15
Charlie
“Why are you there?” I ask as I pull out of the Valley View Golf Course. I put the AC on full blast and tug my blouse from my sweating chest. My lunch meeting with Mike Grenado, Al’s former partner, was a bust.
“It’s Matt’s fault,” Meg says, and I hear the tone of an inside joke. “You really should’ve stuck to your guns and fired him last night. Yes, Mom met Al. You were right about that, but I have no idea what they’re doing. We got a little…sidetracked.”
“Do you need a lawyer?” Adjusting my vents, I take the long drive to leave the golf grounds, passing a few of the diehards ignoring the heat. I merge into traffic, thankful for my Bluetooth. “Are you at the downtown station? I’m on my way.”
“I think we’re good. There’s a little problem with fake IDs but I called JJ and he’s on it.”
“You did what?”
“I’ll explain later. I need you to go to my desk and get my sketchbook. Inside is a list of criminals. Search for the name Christopher Svenson.”
“Who’s he?”
“Career criminal on that list we researched. He had a girlfriend he traveled with. I think her name was Evelyn.”
“Like the woman on the painting?”
“Yep. Do you see the sketchbook?”
It’s a stretch to assume the woman in the portrait is the same one on a most wanted list from twenty-plus years ago. I put on my signal to merge into the traffic and accelerate. “I played phone tag all morning with Al’s partner, and he finally left a message to meet him at the Valley View Golf Course pavilion for lunch. He lives on the course apparently, but he never showed. I’m on my way back to the office now.”
“Did you go to his house? Ask around if he was out on the greens?”
“Check and check. He wasn’t home, or he was avoiding me, and no one’s seen him. I think the asshole stood me up.”
“Oh, here’s Matt. I gotta run. I’ll meet you back at the office.”
I beat her there, and Haley and I tackle her workspace. Yes, it takes two because my sister is no neat freak. There are art supplies, files, and books everywhere. She has sticky notes all over her laptop, and an assortment of tote bags and clothes slung over various pieces of furniture.
Today, Haley has an interesting combo of pink and purple in her hair, and she’s not the brightest thing in the room. My sister loves art of all kinds and there are bold canvases on the walls, along with statues and other pieces from multiple countries amongst the shelves and tops of cabinets.
“Do you know what her sketchbook looks like?” I ask Haley, feeling slightly guilty for not paying more attention when Meg has it out.
Haley shuffles a stack of books aside . “She has, like, three. Do you know which she’s referring to?”
In all honestly, she probably has more than that. “The one she’s been using this week. Does that help?”
Haley nods. Her unicorn hair falls over her shoulders as she shifts a day calendar to the side. “The green. Here it is.”
She hands it to me and I see it’s stuffed with papers. “Thanks. I’d be lost without you.”
The phone rings in the outer room and she searches a moment for Meg’s desk phone, but doesn’t find it, and takes off at a run. I flip through the book, hearing her answer the call at her own desk.
The usual drawings of nature, an age progression of herself, and…wait, what’s this?
Jerome.
She’s done a series of portraits. His left side, front, right, the back of his head, neck, and shoulders. She’s caught him looking down, laughing, staring into space.
So damn good. While her office looks like a bomb went off in it, the sketches are neat, clear, precise. Like the woman herself, her art is unique. Jerome appears as though he might come to life on the page.
I’ve always envied Meg’s gift. I love how vibrant her inner world is, and I’m thankful she’s added so much color to my outer one.
I flip until I find the list of names she wrote out by hand, along with their status. Evelyn Jacoby. Girlfriend of Sven, one of the London Fog bank robbers. Aliases: Eve Jacobs; Lyn Jacobs; Lyn Jacobi.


## TASK PROMPT
List all lines of the data containing the word "name".

(Records from a collection)
□ □ □ □ □ □ □
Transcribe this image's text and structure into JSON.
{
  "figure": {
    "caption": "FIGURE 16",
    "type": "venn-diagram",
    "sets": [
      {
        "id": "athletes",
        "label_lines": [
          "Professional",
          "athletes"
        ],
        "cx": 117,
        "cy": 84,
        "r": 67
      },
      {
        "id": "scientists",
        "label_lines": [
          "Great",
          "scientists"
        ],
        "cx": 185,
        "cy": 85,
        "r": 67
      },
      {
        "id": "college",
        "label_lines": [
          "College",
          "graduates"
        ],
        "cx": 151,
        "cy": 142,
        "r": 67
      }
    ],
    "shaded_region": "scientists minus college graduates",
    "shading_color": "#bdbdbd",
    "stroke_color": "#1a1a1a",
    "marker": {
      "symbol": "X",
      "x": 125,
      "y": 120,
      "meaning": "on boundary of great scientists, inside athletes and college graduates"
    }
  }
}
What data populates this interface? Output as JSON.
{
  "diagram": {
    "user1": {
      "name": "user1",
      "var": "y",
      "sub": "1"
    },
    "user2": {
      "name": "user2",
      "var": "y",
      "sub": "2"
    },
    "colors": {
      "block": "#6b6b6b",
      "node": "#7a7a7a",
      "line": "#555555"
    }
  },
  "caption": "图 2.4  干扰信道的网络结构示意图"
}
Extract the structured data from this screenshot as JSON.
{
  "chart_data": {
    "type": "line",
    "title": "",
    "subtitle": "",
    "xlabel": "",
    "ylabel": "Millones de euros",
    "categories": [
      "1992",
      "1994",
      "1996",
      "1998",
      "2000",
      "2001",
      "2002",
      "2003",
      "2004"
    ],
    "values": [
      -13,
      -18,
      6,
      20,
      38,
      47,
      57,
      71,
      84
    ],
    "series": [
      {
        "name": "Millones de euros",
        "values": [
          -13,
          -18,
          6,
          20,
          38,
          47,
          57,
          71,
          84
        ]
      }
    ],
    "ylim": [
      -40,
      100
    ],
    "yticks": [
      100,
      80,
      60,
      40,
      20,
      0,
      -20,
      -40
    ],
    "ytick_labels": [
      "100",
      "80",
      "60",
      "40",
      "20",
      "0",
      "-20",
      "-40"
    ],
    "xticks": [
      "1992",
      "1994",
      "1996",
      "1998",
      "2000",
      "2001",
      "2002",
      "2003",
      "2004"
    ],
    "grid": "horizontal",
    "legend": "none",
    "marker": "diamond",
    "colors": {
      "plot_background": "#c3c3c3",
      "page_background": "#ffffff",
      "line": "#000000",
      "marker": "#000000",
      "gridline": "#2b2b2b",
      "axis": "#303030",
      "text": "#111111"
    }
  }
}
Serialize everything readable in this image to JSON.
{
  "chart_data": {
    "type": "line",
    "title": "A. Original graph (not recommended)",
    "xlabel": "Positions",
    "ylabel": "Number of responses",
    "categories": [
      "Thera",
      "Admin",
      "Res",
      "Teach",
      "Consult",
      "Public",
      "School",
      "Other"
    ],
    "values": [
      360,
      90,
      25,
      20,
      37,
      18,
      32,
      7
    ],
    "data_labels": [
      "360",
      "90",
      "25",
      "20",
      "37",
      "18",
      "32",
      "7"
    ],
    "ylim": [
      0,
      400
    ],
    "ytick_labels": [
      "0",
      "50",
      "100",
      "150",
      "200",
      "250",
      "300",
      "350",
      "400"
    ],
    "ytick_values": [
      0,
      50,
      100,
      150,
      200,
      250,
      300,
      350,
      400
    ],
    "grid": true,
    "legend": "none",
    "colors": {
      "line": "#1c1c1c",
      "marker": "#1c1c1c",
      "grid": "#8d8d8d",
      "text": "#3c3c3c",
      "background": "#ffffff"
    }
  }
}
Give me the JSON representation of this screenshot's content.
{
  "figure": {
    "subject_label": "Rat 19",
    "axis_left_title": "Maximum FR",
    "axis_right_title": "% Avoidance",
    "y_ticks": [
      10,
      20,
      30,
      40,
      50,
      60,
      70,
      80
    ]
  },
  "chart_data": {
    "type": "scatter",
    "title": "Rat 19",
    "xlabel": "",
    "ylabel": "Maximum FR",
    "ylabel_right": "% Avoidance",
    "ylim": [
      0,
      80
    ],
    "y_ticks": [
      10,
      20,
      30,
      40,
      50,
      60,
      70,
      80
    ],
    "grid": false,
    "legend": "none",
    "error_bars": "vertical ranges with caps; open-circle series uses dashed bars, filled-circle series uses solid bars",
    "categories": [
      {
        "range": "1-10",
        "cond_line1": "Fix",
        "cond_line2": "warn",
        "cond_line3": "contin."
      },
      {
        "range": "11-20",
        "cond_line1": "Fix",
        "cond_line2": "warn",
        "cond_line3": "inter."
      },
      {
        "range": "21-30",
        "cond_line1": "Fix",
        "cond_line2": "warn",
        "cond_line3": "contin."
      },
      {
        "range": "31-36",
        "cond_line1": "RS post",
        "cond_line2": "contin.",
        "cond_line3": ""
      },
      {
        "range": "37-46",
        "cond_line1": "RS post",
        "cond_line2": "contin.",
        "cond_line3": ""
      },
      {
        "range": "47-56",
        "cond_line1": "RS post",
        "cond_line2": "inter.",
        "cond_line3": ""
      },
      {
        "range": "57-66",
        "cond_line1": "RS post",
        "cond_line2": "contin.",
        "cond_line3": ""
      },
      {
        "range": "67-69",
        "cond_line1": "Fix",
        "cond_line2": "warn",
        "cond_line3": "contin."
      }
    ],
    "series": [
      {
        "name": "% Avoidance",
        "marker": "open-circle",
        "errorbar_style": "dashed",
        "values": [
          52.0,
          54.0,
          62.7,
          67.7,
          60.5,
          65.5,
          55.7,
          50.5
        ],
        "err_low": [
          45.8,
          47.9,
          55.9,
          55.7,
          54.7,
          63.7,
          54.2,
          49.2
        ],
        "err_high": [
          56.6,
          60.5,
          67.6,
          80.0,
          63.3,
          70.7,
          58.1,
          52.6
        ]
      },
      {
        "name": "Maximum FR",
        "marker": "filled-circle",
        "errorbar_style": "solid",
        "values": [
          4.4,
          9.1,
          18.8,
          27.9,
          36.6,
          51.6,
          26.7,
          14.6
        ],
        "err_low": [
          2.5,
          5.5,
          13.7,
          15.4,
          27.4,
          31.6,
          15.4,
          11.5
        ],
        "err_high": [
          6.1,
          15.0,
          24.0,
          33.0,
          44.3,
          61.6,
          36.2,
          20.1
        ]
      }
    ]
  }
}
□ □ □ □ □ □ □
## RESULT
      "name": "user1",
      "name": "user2",
        "name": "Millones de euros",
        "name": "% Avoidance",
        "name": "Maximum FR",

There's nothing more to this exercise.